Project: Casa Galvez (1954)
Architect: Luis Barragán
Location: San Angel, Mexico
Upon accepting the Pritzker Architecture Prize in 1980, Barragán commented: “Waking and sleeping, the sweet memory of the fountains of my childhood has always been with me: the spillways, the cisterns on the haciendas, the wellheads in the courtyards of the convents, the watering troughs, the little reflecting ponds, and the old aqueducts…and my work feeds on the idea of transposing these distant, nostalgic longings to the contemporary world.” At the house he designed for Antonio Galvez in a colonial neighborhood of Mexico City, large windows in the living room look onto the reflecting pool and the surrounding rose-pink walls, creating a private meditation.

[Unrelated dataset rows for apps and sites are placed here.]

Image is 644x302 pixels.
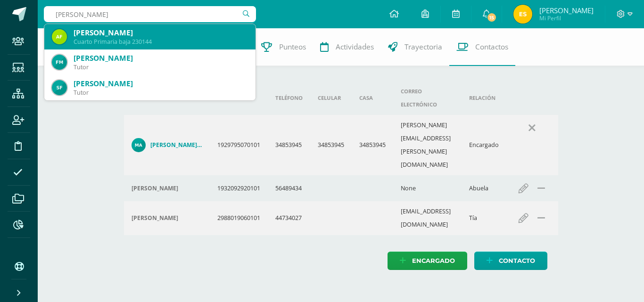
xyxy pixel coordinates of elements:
td: 44734027 [268,201,310,235]
input: Busca un usuario... [44,6,256,22]
span: Punteos [279,42,306,52]
img: bc45b1754eeb604397b5fc55e38ca299.png [52,29,67,44]
span: [PERSON_NAME] [539,6,594,15]
a: [PERSON_NAME] NAZELIT [PERSON_NAME] [132,138,202,152]
span: Contacto [499,252,535,270]
span: Mi Perfil [539,14,594,22]
th: Celular [310,81,352,115]
div: Iboni Betzabe Arias Matute [132,214,202,222]
td: 34853945 [268,115,310,175]
a: Trayectoria [381,29,449,66]
div: Elsa Lorena Matute López [132,185,202,192]
td: Abuela [461,175,506,201]
td: 2988019060101 [210,201,268,235]
span: Encargado [412,252,455,270]
a: Contactos [449,29,515,66]
h4: [PERSON_NAME] [132,185,178,192]
img: 0abf21bd2d0a573e157d53e234304166.png [514,4,533,23]
a: Punteos [254,29,313,66]
h4: [PERSON_NAME] [132,214,178,222]
div: [PERSON_NAME] [73,53,248,63]
div: Cuarto Primaria baja 230144 [73,37,248,46]
span: Actividades [335,42,374,52]
img: ef46bffd95bb9078f5502b5f6dea5892.png [52,80,67,95]
td: [PERSON_NAME][EMAIL_ADDRESS][PERSON_NAME][DOMAIN_NAME] [393,115,461,175]
span: Trayectoria [404,42,442,52]
td: None [393,175,461,201]
a: Encargado [388,252,467,270]
td: 1929795070101 [210,115,268,175]
div: [PERSON_NAME] [73,28,248,37]
div: Tutor [73,63,248,71]
h4: [PERSON_NAME] NAZELIT [PERSON_NAME] [151,141,202,149]
td: 34853945 [352,115,393,175]
td: Tía [461,201,506,235]
span: 15 [487,12,497,22]
td: Encargado [461,115,506,175]
img: b14d008315ffafd1a772cb00013ff531.png [132,138,146,152]
th: Teléfono [268,81,310,115]
td: [EMAIL_ADDRESS][DOMAIN_NAME] [393,201,461,235]
img: a99486138add6d6582a71dc33caf1ca7.png [52,55,67,70]
td: 56489434 [268,175,310,201]
td: 1932092920101 [210,175,268,201]
th: Casa [352,81,393,115]
div: [PERSON_NAME] [73,79,248,88]
th: Correo electrónico [393,81,461,115]
span: Contactos [475,42,508,52]
a: Actividades [313,29,381,66]
td: 34853945 [310,115,352,175]
a: Contacto [474,252,547,270]
div: Tutor [73,88,248,97]
th: Relación [461,81,506,115]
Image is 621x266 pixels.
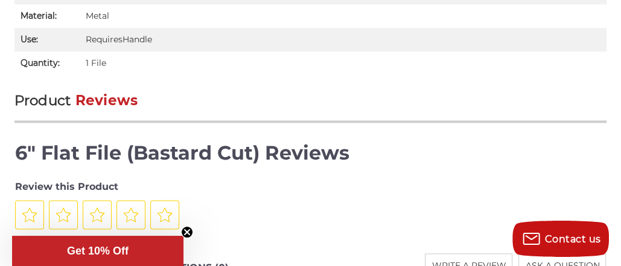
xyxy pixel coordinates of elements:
button: Contact us [512,220,609,256]
span: Reviews [75,92,138,109]
td: Metal [80,4,607,28]
td: Requires [80,28,607,51]
div: Get 10% OffClose teaser [12,235,183,266]
div: Review this Product [15,179,607,194]
strong: Use: [21,34,38,45]
button: Close teaser [181,226,193,238]
span: Get 10% Off [67,244,129,256]
td: 1 File [80,51,607,75]
span: Contact us [545,233,601,244]
strong: Quantity: [21,57,60,68]
strong: Material: [21,10,57,21]
span: Product [14,92,71,109]
a: Handle [123,34,152,45]
h2: 6" Flat File (Bastard Cut) Reviews [15,138,607,167]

Project: Killingsworth Residence (1961)
Architect: Edward Killingsworth
Location: Long Beach, California
The rectangular pool in the courtyard of the home Killingsworth designed for his family is a 60-foot-long canvas for a massive canopy of wisteria, whose overhanging vines and flowers transform the water into a kind of modernist Monet. Killingsworth had
an affinity for such pools: One is required to walk over water via raised stepping-stones to reach the front doors of the Frank House (Case Study House #25), the Case Study “Triad” House A in San Diego, and even his Long Beach office.
Project: 949 Toro Canyon Road (1999)
Architect: Barton Myers
Location: Montecito, California
When architect Barton Myers decided to build a home at the crest of a secluded mountain canyon, his primary concern was wildfires. So he placed four pavilions on three stepped terraces, and integrated fire protection into the architecture by putting water on the roofs. “Obviously, they’re not going to burn, and they provide insulation. They’re beautiful as reflecting ponds, but they also serve as water reservoirs,” Myers explains in his book, 3 Steel Houses. Water cascades lyrically down the procession of rooftops, from the studio to the residence to the guesthouse below, which also supports a lap pool. The only dry building is the garage, which plays host to a Zen garden.
Project: Rios Garden (2000)
Architect: Mark Rios
Location: Bel-Air, California
"Water is an important way to enter a house or a garden," says architect Mark Rios. "It's mentally cleansing and provides a calming transition from the outside world." This ’50s-era property was bone dry until Rios turned it into his living laboratory. A walkway to the front door leads over a 15-foot-long and three-foot-wide water channel, which expands into a five-by-eight-foot backyard pond populated with plants—a low window in the wall between front and back offers a framed preview of the water lilies and irises. And there are sound effects. “I added a bubbler,” says Rios, “which creates a nice soft Moorish sound and ripples that barely break the surface. Anything more is too heroic!”
Project: Tubac House (2000)
Architect: Rick Joy
Location: Tubac, Arizona
In the void created between a glass-and-rusted-steel house and guesthouse, a courtyard offers shade and refuge from the wilder landscape beyond. Among the raised and ground-level planting beds are cubic pools that reflect the clawing limbs of mesquite by day and summer lightning storms at night. Within this partially paved desert microcosm nature is contained, but not castrated: “Through the garden of barrel cactuses that appear to be standing guard, one descends into a courtyard by way of a stair wedged between the two retaining walls. From here, an oasis unfolds: cool dark shaded area, the sound of water trickling, humming birds, the smell of sage and flowers, reflections” (from Rick Joy: Desert Works).